News

In 2005, a sousaphone was lost during Hurricane Katrina. Now the replacement has vanished. It should be easy to spot, it reads "Preservation Hall" on the bell. There is a reward.
What do you get when you cross a sousaphone with a microphone? More trending stories We don't know — but it sure does make for a great news story. "Listen to this," KSAZ reporter Cory McCloskey ...
In February, the Preservation Hall Jazz Band in New Orleans had a rare Italian-made sousaphone stolen. Now, thanks to an anonymous tipster, it's back in the band's possession.
Self-proclaimed "America's finest news source" The Onion reports that Activision's latest virtual-instrument title, Sousaphone Hero, isn't selling as well as the company had hoped, despite a $25M ...
Reporter Cory McCloskey suffered a moment of embarrassment when he stuck his mic in a band player's sousaphone only to have it fall.

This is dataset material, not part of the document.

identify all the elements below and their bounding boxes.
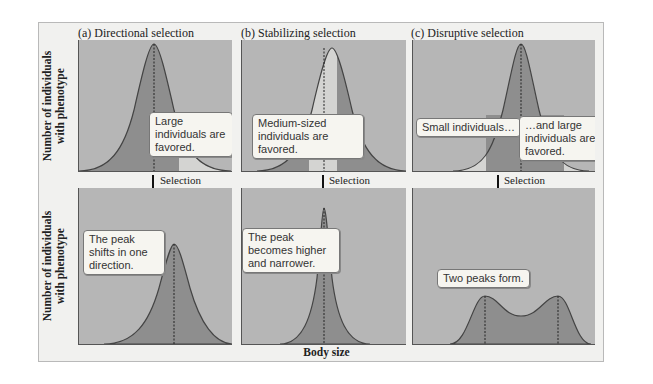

Protesters, primarily "anti-Trump," were quite visible and vocal outside the Chicago Hilton during Trump's appearance at the National Association of Black Journalists’ convention.
A happy ending for a Tacoma man whose rare musical instrument was stolen from his garage.

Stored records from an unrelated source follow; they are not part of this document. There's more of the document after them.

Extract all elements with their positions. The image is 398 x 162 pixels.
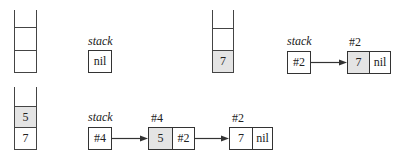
stack-label: stack bbox=[88, 111, 113, 123]
list-node: 7 nil bbox=[229, 127, 273, 150]
stack-label: stack bbox=[88, 35, 113, 47]
stack-pointer-box: #4 bbox=[88, 127, 112, 150]
stack-slot bbox=[15, 50, 36, 72]
node-address-label: #2 bbox=[232, 112, 244, 124]
arrow-icon bbox=[195, 138, 229, 140]
node-next-cell: #2 bbox=[172, 128, 194, 149]
node-next-cell: nil bbox=[252, 128, 272, 149]
node-value-cell: 7 bbox=[348, 52, 369, 73]
node-value-cell: 7 bbox=[230, 128, 252, 149]
node-address-label: #2 bbox=[349, 36, 361, 48]
stack-label: stack bbox=[287, 35, 312, 47]
stack-slot-top: 5 bbox=[15, 106, 36, 127]
arrow-icon bbox=[311, 62, 347, 64]
list-node: 7 nil bbox=[347, 51, 391, 74]
stack-pointer-box: nil bbox=[88, 50, 112, 73]
stack-column-push7: 7 bbox=[212, 10, 234, 73]
node-address-label: #4 bbox=[151, 112, 163, 124]
node-value-cell: 5 bbox=[149, 128, 172, 149]
list-node: 5 #2 bbox=[148, 127, 195, 150]
stack-slot bbox=[15, 27, 36, 50]
stack-slot: 7 bbox=[15, 127, 36, 149]
stack-pointer-box: #2 bbox=[287, 51, 311, 74]
stack-column-push5: 5 7 bbox=[14, 87, 37, 150]
stack-column-empty bbox=[14, 10, 37, 73]
stack-slot-top: 7 bbox=[213, 50, 233, 72]
stack-slot bbox=[213, 28, 233, 50]
node-next-cell: nil bbox=[369, 52, 390, 73]
arrow-icon bbox=[112, 138, 148, 140]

It was in 1926 while playing with Ernie Andrews’ Orchestra in Boston that Pete received this instrument known as the Jumbo Sousaphone. There was only one other like it in Boston and of the New York ...
Zack Hickman is a self-described man of mischief who on a rainy Friday in the middle of a pandemic, walks the streets of Watertown playing the sousaphone.
Yesterday, a man who had shed his shirt thanks to this obnoxious late-summer heat attempted to board a crowded train on the New York City subway—with his sousaphone.
In this case, the contrarians are members of a contemporary incarnation of the Ku Klux Klan, and their most vocal opponent is a sousaphone-playing young man named Matt Buck.